Key Takeaways
- Co-founder Benoit Dageville offloaded 874 shares of SNOW on March 23 at $170.01 per share, generating approximately $148,588 through a pre-established 10b5-1 trading arrangement
- Chief Accounting Officer Emily Ho simultaneously sold 2,141 shares at roughly $173.97 each, collecting around $372,470 and reducing her holdings by 4.59%
- Shares have tumbled approximately 7% in the last week, currently trading near $161.21—significantly below the 52-week peak of $280.67
- Fourth-quarter performance exceeded expectations with $0.32 EPS beating forecasts and $1.28 billion revenue climbing 30.1% year-over-year, yet shares failed to rally
- Class-action lawsuits and persistent insider transactions are creating headwinds, though Wall Street maintains a “Moderate Buy” stance with a $248.58 average price target
The cloud data platform company faced renewed scrutiny last week as two executives executed stock sales on identical dates, coinciding with a sharp weekly decline that has investors questioning the stock’s near-term trajectory.

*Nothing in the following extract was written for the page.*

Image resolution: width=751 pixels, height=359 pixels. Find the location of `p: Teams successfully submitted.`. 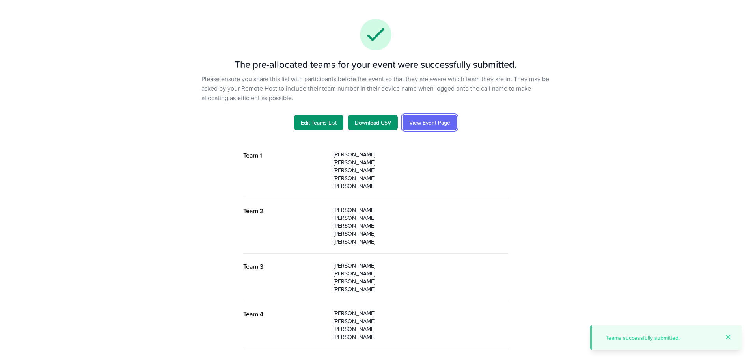

p: Teams successfully submitted. is located at coordinates (662, 338).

Co-founder and Chief Architect Benoit Dageville executed a sale of 874 shares on March 23, priced at $170.01, generating proceeds of approximately $148,588. This transaction followed a predetermined 10b5-1 plan established in March 2025, indicating the sale was scheduled rather than opportunistic. Additionally, Dageville transferred 598 and 287 shares on March 20, valued at $175.40 each, to satisfy tax withholding requirements.
Following these transactions, Dageville maintains direct ownership of 65,742 shares. His indirect holdings remain substantial—750,000 shares through The Selene GRAT No. 1, more than 3 million via The Snow Trust UTA, while his spouse controls an additional 750,000 shares through The Thira GRAT No. 1.
Simultaneously, Chief Accounting Officer Emily Ho divested 2,141 shares at a mean price of $173.97, generating roughly $372,470 in proceeds. This sale reduced her position by 4.59%, leaving her with 44,553 shares valued at approximately $7.75 million.
Impressive Quarterly Results Fail to Boost Shares
These insider transactions occurred against the backdrop of robust fourth-quarter performance. Snowflake delivered earnings per share of $0.32, surpassing the Street’s $0.27 expectation by a nickel. Quarterly revenue reached $1.28 billion, marking a 30.1% annual increase and exceeding the $1.25 billion consensus forecast. Remaining performance obligations surged 42% to $9.77 billion, driven partly by a substantial $400 million agreement with a financial services client.
Despite these fundamentals, the stock has struggled to gain momentum. Trading at $161.21, SNOW has retreated significantly from its 52-week high of $280.67 and remains underwater relative to both its 50-day moving average of $182.41 and 200-day average of $218.51.
Wall Street analysts have systematically reduced their price objectives following the earnings announcement. Wells Fargo slashed its target from $290 to $210. BTIG lowered expectations from $312 to $235. Scotiabank reduced its forecast from $290 to $205. Nevertheless, most analysts preserved their constructive ratings. Consensus among 42 analysts points to a $248.58 target price, with 33 maintaining Buy recommendations, five at Hold, and two at Sell.
Litigation Compounds Stock Pressure
Multiple law firms have initiated or publicized class-action proceedings against Snowflake, targeting shareholders who purchased shares between June 27, 2023 and February 28, 2024. Lead-plaintiff application deadlines are scheduled around April 27, 2026. The proliferation of legal actions—from firms such as Rosen, Pomerantz, Schall, and others—has introduced additional regulatory overhang for the stock.
On the institutional front, Vanguard expanded its holdings by 1.45 million shares during Q4, elevating its total position above 30 million shares. Jennison Associates increased its stake by 27.7% to 11.6 million shares. Institutional ownership accounts for 65.1% of outstanding shares.
The company’s AI-focused initiative, Project SnowWork, continues in limited preview mode, designed to deliver data-grounded AI agents for enterprise business applications.